Recently I had the displeasure of dealing with a business owner with such arrogance and impatience I struggle to understand just how her company isn’t broke.
It was the sight of the company website which initially prompted me to call this organisation for a chat about their website and general advertising techniques in the contemporary age.
After about 15 minutes I politely left as her voice died off in the distance. It was only the second time in my career I ever bailed out of a meeting.
Within her impatient rant, she sprouted the 5 things I never want to hear in a marketing context from any business:
- Our product/service is used everywhere
- There is no time to do all this
- New blogging ideas don’t last forever
- This isn’t a real advertising technique
- It will overwork our sales force
This is my response to those prompts.
1. Our product/service is used everywhere
Even if your product or service is used on a widespread basis, it is careless to generalise and sit on your laurels in the digital age. Why? Because somewhere in the world another company in your industry space will fly past you with a clever digital marketing platform that you may not recover from it.
Always remember, regardless if you have 100 clients or a billion clients, each fits into a specific buyer persona - or in simple terms, characteristic bracket – but if you don’t make an effort to characterise them you are not moving your business into the modern age and will find it harder to generate leads. The longer you wait to set up this platform the harder you will feel it in the next few years compared to those that have made the effort.
By the way, after her rant on how they are everywhere she then went on to say her market is ‘niche’. Go figure.
2. There is no time to do all this
There is no time for you to grab a toolbox and do a service on each of your company cars, but the cars still end up serviced. This person, who has a near-dysfunctional website with six broken links on the home page alone, can’t see the clarity in outsourcing a function so important that not only will it provide lead generation, more clients and better clients, it will actually see her website fixed along the way.
Make no mistake, without a good website that is continuously tweaked and maintained, you may as well forget about marketing well from here on.
In her situation, the irony is that once you land on the home page not only is it near impossible to work out what her company does (and it is a division of a multinational), to actually find out the next logical action is to contact them but the contact button is a broken link. Go figure.
3. New blogging ideas don’t last forever
People say that about songs and music, and new tunes pop up each day and plagiarism cases are rather infrequent.
Blogging and other forms of content is the new mainstay of getting more clients and better clients, but in truth it isn’t as easy as it sounds. It is the craft providing collateral to feed into the Google searches of potential clients, so talk to someone specialised in this area. Not just proven writers but those who understand the technology that makes it work in the digital space.
We all think we can write, but we aren’t talking love letters to your primary school sweetheart. This is business and investment, so don’t feel ashamed if you need advice or an outsourced service.
Remember, we all sing pretty well in the shower but most of us would empty a room quick smart in a karaoke contest
If you don’t respect the power and influence of Google and other search engines by now then you never will.
4. This isn’t a real advertising technique
When I heard this I could have exploded.
Content is now pretty much everything in marketing, advertising and lead generation. Sure, there are other forms of collateral be it graphic, video or design, but the one that leaves a legacy is the content your company has on the web. It’s a form of online real estate and it’s all yours and when people land on those skilfully prepared pages with their strong messages and information value, you have a captive audience.
There are of course many interpretations of what online content – particularly blogs – is really worth; in my opinion it is not a case of someone reading about you, they are actually reading you!
5. It will overwork our sales force
On the contrary, your sales force will have more time to actually sell. One of the main benefits of blogging and other forms of content is that given enough time it will exponentially increase its lead generation power.
The ultimate goal is to eliminate cold calling altogether. A salesforce will tell you it hates cold calling above all other duties.
You have probably heard this before in passing, but maybe never had anybody offer a little more reasoning and qualification on this matter.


▶ [Required work]: Report how many lines below contain the word "swatch". Write only that number.

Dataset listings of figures
>>>>
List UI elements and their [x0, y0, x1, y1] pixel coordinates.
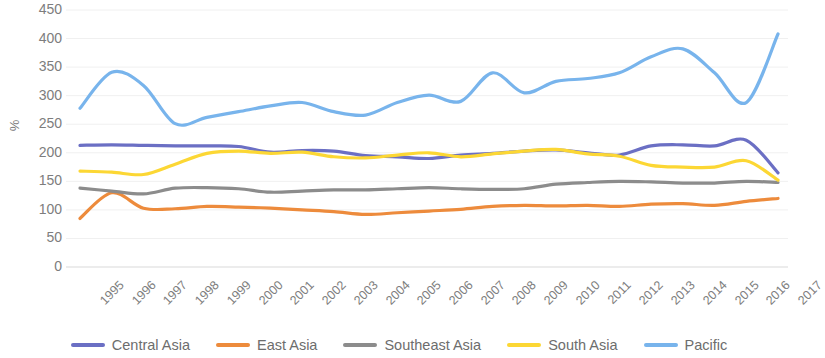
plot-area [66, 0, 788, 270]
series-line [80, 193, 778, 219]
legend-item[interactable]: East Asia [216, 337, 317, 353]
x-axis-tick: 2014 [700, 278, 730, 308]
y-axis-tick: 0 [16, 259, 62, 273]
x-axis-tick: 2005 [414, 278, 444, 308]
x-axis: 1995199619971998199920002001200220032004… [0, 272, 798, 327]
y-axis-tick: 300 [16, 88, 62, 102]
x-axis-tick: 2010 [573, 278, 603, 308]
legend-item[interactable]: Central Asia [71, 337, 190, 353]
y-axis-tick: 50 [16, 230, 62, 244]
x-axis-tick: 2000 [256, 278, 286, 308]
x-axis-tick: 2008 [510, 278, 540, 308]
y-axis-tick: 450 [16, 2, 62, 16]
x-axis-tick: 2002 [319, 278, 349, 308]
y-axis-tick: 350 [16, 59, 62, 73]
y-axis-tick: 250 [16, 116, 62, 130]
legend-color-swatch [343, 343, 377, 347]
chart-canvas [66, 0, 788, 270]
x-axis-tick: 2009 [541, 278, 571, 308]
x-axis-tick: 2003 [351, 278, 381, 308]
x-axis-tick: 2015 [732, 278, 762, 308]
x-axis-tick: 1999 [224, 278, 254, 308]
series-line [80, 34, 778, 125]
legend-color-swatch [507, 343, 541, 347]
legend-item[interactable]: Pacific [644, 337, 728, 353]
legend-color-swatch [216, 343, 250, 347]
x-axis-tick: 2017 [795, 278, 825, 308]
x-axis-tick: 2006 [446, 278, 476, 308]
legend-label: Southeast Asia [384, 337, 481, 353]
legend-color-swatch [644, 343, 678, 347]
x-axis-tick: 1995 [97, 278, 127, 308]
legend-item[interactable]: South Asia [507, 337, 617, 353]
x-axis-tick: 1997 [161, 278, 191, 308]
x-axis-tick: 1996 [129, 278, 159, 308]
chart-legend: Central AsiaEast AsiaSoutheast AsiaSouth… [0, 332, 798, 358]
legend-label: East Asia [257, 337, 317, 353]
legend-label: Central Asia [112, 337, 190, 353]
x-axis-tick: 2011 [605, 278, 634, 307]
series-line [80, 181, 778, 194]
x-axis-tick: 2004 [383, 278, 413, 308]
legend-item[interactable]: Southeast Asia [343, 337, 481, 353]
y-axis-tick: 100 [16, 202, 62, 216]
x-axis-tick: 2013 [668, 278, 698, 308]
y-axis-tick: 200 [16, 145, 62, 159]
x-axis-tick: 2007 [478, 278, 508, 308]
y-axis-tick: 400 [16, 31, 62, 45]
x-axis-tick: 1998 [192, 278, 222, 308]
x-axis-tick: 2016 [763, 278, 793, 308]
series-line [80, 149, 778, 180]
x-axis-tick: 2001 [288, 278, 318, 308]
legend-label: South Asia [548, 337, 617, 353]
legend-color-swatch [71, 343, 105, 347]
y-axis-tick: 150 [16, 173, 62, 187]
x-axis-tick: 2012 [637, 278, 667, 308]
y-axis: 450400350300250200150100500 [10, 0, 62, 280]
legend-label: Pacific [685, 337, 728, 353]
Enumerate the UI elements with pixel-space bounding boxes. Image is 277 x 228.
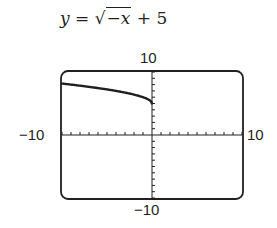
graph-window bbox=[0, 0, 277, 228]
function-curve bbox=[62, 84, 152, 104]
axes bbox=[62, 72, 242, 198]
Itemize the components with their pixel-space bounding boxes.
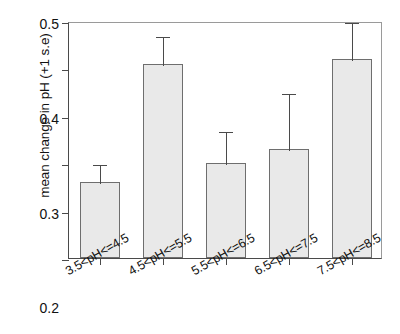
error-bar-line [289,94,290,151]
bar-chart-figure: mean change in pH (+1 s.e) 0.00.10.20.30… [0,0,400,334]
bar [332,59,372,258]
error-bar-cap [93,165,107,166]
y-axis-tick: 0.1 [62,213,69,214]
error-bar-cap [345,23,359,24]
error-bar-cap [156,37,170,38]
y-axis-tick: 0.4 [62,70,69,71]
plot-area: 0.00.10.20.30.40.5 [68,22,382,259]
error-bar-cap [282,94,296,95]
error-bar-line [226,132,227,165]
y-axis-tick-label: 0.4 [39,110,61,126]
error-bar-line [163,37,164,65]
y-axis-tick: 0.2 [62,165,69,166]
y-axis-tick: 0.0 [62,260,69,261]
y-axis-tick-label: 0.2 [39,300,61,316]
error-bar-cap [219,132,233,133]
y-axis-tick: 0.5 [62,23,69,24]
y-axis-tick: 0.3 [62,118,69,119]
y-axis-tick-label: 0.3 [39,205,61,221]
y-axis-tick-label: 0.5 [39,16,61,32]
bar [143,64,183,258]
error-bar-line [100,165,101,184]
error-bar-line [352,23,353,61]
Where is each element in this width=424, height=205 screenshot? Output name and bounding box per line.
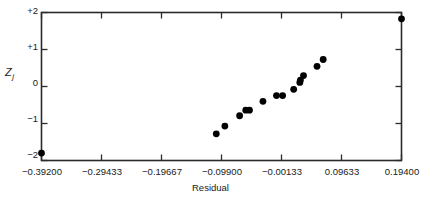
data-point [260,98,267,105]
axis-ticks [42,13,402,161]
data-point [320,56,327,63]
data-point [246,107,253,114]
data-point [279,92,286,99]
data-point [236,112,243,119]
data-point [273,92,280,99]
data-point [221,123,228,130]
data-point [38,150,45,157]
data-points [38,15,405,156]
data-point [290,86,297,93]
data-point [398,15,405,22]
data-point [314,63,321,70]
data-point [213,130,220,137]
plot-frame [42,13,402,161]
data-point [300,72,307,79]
<<<<
>>>>
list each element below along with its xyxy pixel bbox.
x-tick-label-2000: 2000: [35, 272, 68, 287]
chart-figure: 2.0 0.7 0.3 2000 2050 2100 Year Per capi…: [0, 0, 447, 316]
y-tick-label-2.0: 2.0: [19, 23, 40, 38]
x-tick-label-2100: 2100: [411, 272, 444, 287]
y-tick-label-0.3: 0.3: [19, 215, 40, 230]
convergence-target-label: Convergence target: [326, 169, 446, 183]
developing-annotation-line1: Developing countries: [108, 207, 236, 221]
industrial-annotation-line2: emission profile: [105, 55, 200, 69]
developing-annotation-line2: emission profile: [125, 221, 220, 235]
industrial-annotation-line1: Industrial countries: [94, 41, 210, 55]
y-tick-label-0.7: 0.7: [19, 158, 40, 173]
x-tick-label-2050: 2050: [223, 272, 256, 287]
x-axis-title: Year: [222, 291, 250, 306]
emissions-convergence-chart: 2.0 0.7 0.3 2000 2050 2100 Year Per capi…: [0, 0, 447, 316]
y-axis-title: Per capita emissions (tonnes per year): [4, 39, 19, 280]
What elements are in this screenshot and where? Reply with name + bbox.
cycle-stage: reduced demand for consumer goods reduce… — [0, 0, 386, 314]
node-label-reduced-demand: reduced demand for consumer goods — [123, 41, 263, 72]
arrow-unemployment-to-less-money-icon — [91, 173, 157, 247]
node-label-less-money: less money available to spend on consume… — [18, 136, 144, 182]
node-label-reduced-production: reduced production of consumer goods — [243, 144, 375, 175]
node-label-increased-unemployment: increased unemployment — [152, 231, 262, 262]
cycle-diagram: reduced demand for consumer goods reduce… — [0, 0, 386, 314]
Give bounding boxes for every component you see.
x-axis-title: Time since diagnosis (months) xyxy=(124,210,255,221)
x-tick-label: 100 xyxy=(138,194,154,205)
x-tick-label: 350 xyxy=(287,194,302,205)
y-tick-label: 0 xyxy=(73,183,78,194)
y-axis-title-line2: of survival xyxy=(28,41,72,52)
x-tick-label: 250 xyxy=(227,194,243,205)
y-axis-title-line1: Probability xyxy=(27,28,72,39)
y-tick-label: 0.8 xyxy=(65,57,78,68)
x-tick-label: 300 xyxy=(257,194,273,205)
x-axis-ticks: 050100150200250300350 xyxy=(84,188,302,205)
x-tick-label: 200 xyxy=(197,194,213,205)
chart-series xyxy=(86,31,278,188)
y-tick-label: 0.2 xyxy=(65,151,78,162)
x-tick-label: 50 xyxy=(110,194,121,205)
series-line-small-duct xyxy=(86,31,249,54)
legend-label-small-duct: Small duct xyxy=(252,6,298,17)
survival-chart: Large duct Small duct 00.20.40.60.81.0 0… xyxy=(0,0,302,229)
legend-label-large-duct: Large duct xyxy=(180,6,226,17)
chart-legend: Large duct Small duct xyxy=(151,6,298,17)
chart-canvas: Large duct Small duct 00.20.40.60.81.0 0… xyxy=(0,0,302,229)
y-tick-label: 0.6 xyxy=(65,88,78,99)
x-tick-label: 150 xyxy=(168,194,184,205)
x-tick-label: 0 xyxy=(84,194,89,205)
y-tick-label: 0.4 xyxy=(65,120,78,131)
<<<<
>>>>
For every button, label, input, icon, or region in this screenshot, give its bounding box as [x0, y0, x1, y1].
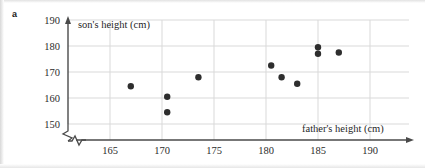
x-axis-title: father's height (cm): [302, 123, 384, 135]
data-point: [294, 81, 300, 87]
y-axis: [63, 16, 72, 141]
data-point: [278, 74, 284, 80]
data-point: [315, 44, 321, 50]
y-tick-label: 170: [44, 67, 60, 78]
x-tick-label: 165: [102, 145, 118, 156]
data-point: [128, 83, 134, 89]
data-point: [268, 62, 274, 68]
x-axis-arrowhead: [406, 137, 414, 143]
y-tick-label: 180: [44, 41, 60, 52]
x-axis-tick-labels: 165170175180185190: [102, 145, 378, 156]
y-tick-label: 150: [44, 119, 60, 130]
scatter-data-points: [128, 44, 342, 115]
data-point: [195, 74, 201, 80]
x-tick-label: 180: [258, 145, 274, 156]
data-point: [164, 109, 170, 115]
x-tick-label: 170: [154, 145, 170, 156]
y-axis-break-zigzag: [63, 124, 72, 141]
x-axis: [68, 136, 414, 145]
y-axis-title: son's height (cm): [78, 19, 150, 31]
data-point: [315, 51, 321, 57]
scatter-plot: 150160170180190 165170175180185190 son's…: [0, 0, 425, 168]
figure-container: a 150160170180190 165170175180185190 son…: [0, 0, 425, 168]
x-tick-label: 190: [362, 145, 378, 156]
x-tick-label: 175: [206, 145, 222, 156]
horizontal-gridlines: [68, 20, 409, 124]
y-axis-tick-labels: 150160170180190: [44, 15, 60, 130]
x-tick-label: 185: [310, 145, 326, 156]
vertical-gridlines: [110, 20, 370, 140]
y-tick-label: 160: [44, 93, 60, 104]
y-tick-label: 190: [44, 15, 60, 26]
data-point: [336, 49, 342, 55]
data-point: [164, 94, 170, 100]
<<<<
▶ [Finished exercise]: 5